This article is for anyone who is skeptical of Howard Dean:
http://www.prospect.org/print/V14/10/franke-ruta-g.htmlThe mainstream media suggest that Dean has roused the Democratic Party's base through his opposition to the Iraq War and straight-ahead criticisms of President Bush. But comments like the ones above suggest that Dean has tapped into something much deeper -- and older in American political history -- than mere Bush hatred. Irrespective of whether he ends up winning the Democratic nomination, Dean has already accomplished something valuable for liberalism: He has reconnected it to a strain of religiously inflected American history it typically ignores.
In many ways, contemporary liberalism does not reach all that far back in American history. Its emotional roots are located in 1968 -- that year of great upheaval that, for liberal baby boomers, was year one of the brave new world -- and, to a lesser extent, in 1933, when Franklin Delano Roosevelt assembled the bricks and mortar of the welfare state. These are liberalism's historic reference points and the grounds from which its present-day rhetoric and enthusiasms spring.
Dean, though, comes out of neither of these two traditions...
No, Dean is something altogether different. He is more a product of geography -- and his was a chosen geography, as he was born in New York City -- than ideology. The more one watches him on the stump (and watches his admirers watching him), the more it becomes apparent that he comes out of, and is reviving, a tradition of small-town, New England civic and religious fervor that is all but forgotten in American politics today. He is something the country has not seen in a very long time. He is, essentially, a *northern* evangelist.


:: Exercise prompt ::
Please retype all of the following entries exactly.

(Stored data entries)
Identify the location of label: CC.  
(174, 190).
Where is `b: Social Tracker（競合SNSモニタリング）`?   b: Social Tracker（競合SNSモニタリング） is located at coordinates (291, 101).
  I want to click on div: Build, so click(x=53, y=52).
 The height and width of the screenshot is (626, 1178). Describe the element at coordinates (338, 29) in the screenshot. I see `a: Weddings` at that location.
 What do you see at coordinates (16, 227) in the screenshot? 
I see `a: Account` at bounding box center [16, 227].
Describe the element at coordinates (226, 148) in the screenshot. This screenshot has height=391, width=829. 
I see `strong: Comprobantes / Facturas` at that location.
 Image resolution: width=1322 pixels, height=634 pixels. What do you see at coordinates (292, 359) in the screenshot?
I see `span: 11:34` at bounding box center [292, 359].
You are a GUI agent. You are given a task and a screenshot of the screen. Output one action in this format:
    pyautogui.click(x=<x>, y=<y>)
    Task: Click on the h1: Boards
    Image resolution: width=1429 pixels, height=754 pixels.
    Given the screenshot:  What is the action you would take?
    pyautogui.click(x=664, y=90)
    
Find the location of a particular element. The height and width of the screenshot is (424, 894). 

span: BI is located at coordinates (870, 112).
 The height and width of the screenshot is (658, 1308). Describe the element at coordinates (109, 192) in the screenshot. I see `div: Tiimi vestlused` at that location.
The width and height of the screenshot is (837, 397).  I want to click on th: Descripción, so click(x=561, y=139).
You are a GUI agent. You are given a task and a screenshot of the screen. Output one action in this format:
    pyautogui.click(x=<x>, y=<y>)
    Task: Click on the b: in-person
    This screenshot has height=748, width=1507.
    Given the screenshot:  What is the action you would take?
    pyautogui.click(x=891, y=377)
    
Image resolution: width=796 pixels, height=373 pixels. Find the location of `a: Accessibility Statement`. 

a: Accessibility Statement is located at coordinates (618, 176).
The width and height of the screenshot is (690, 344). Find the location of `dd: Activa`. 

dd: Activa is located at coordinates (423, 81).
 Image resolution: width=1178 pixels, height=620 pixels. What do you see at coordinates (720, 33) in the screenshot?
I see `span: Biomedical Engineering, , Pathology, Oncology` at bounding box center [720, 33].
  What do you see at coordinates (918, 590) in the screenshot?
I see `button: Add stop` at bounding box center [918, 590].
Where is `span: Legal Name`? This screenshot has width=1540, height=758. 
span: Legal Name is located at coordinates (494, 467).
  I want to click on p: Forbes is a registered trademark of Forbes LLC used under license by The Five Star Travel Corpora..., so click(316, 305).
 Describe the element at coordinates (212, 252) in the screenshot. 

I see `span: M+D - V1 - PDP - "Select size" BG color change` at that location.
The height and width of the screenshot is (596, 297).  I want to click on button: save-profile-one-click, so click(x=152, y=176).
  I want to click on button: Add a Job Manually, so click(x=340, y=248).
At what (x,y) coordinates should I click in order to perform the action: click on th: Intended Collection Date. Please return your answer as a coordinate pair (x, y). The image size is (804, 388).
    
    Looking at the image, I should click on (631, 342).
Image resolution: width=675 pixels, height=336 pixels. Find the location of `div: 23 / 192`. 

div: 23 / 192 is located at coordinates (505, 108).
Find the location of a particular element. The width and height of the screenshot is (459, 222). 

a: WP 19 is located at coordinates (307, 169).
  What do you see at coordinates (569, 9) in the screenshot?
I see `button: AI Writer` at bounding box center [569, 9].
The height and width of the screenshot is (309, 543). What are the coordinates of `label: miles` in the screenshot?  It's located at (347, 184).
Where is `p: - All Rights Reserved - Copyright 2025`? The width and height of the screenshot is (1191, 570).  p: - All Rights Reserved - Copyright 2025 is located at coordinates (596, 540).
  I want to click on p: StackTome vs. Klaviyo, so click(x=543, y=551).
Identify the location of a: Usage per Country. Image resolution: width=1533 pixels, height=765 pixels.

:: Solution to this exercise ::
Identify the location of label: CC.  
(174, 190).
Where is `b: Social Tracker（競合SNSモニタリング）`?   b: Social Tracker（競合SNSモニタリング） is located at coordinates (291, 101).
  I want to click on div: Build, so click(x=53, y=52).
 The height and width of the screenshot is (626, 1178). Describe the element at coordinates (338, 29) in the screenshot. I see `a: Weddings` at that location.
 What do you see at coordinates (16, 227) in the screenshot? 
I see `a: Account` at bounding box center [16, 227].
Describe the element at coordinates (226, 148) in the screenshot. This screenshot has height=391, width=829. 
I see `strong: Comprobantes / Facturas` at that location.
 Image resolution: width=1322 pixels, height=634 pixels. What do you see at coordinates (292, 359) in the screenshot?
I see `span: 11:34` at bounding box center [292, 359].
You are a GUI agent. You are given a task and a screenshot of the screen. Output one action in this format:
    pyautogui.click(x=<x>, y=<y>)
    Task: Click on the h1: Boards
    Image resolution: width=1429 pixels, height=754 pixels.
    Given the screenshot:  What is the action you would take?
    pyautogui.click(x=664, y=90)
    
Find the location of a particular element. The height and width of the screenshot is (424, 894). 

span: BI is located at coordinates (870, 112).
 The height and width of the screenshot is (658, 1308). Describe the element at coordinates (109, 192) in the screenshot. I see `div: Tiimi vestlused` at that location.
The width and height of the screenshot is (837, 397).  I want to click on th: Descripción, so click(x=561, y=139).
You are a GUI agent. You are given a task and a screenshot of the screen. Output one action in this format:
    pyautogui.click(x=<x>, y=<y>)
    Task: Click on the b: in-person
    This screenshot has height=748, width=1507.
    Given the screenshot:  What is the action you would take?
    pyautogui.click(x=891, y=377)
    
Image resolution: width=796 pixels, height=373 pixels. Find the location of `a: Accessibility Statement`. 

a: Accessibility Statement is located at coordinates (618, 176).
The width and height of the screenshot is (690, 344). Find the location of `dd: Activa`. 

dd: Activa is located at coordinates (423, 81).
 Image resolution: width=1178 pixels, height=620 pixels. What do you see at coordinates (720, 33) in the screenshot?
I see `span: Biomedical Engineering, , Pathology, Oncology` at bounding box center [720, 33].
  What do you see at coordinates (918, 590) in the screenshot?
I see `button: Add stop` at bounding box center [918, 590].
Where is `span: Legal Name`? This screenshot has width=1540, height=758. 
span: Legal Name is located at coordinates (494, 467).
  I want to click on p: Forbes is a registered trademark of Forbes LLC used under license by The Five Star Travel Corpora..., so click(316, 305).
 Describe the element at coordinates (212, 252) in the screenshot. 

I see `span: M+D - V1 - PDP - "Select size" BG color change` at that location.
The height and width of the screenshot is (596, 297).  I want to click on button: save-profile-one-click, so click(x=152, y=176).
  I want to click on button: Add a Job Manually, so click(x=340, y=248).
At what (x,y) coordinates should I click in order to perform the action: click on th: Intended Collection Date. Please return your answer as a coordinate pair (x, y). The image size is (804, 388).
    
    Looking at the image, I should click on (631, 342).
Image resolution: width=675 pixels, height=336 pixels. Find the location of `div: 23 / 192`. 

div: 23 / 192 is located at coordinates (505, 108).
Find the location of a particular element. The width and height of the screenshot is (459, 222). 

a: WP 19 is located at coordinates (307, 169).
  What do you see at coordinates (569, 9) in the screenshot?
I see `button: AI Writer` at bounding box center [569, 9].
The height and width of the screenshot is (309, 543). What are the coordinates of `label: miles` in the screenshot?  It's located at (347, 184).
Where is `p: - All Rights Reserved - Copyright 2025`? The width and height of the screenshot is (1191, 570).  p: - All Rights Reserved - Copyright 2025 is located at coordinates (596, 540).
  I want to click on p: StackTome vs. Klaviyo, so click(x=543, y=551).
Identify the location of a: Usage per Country. Image resolution: width=1533 pixels, height=765 pixels.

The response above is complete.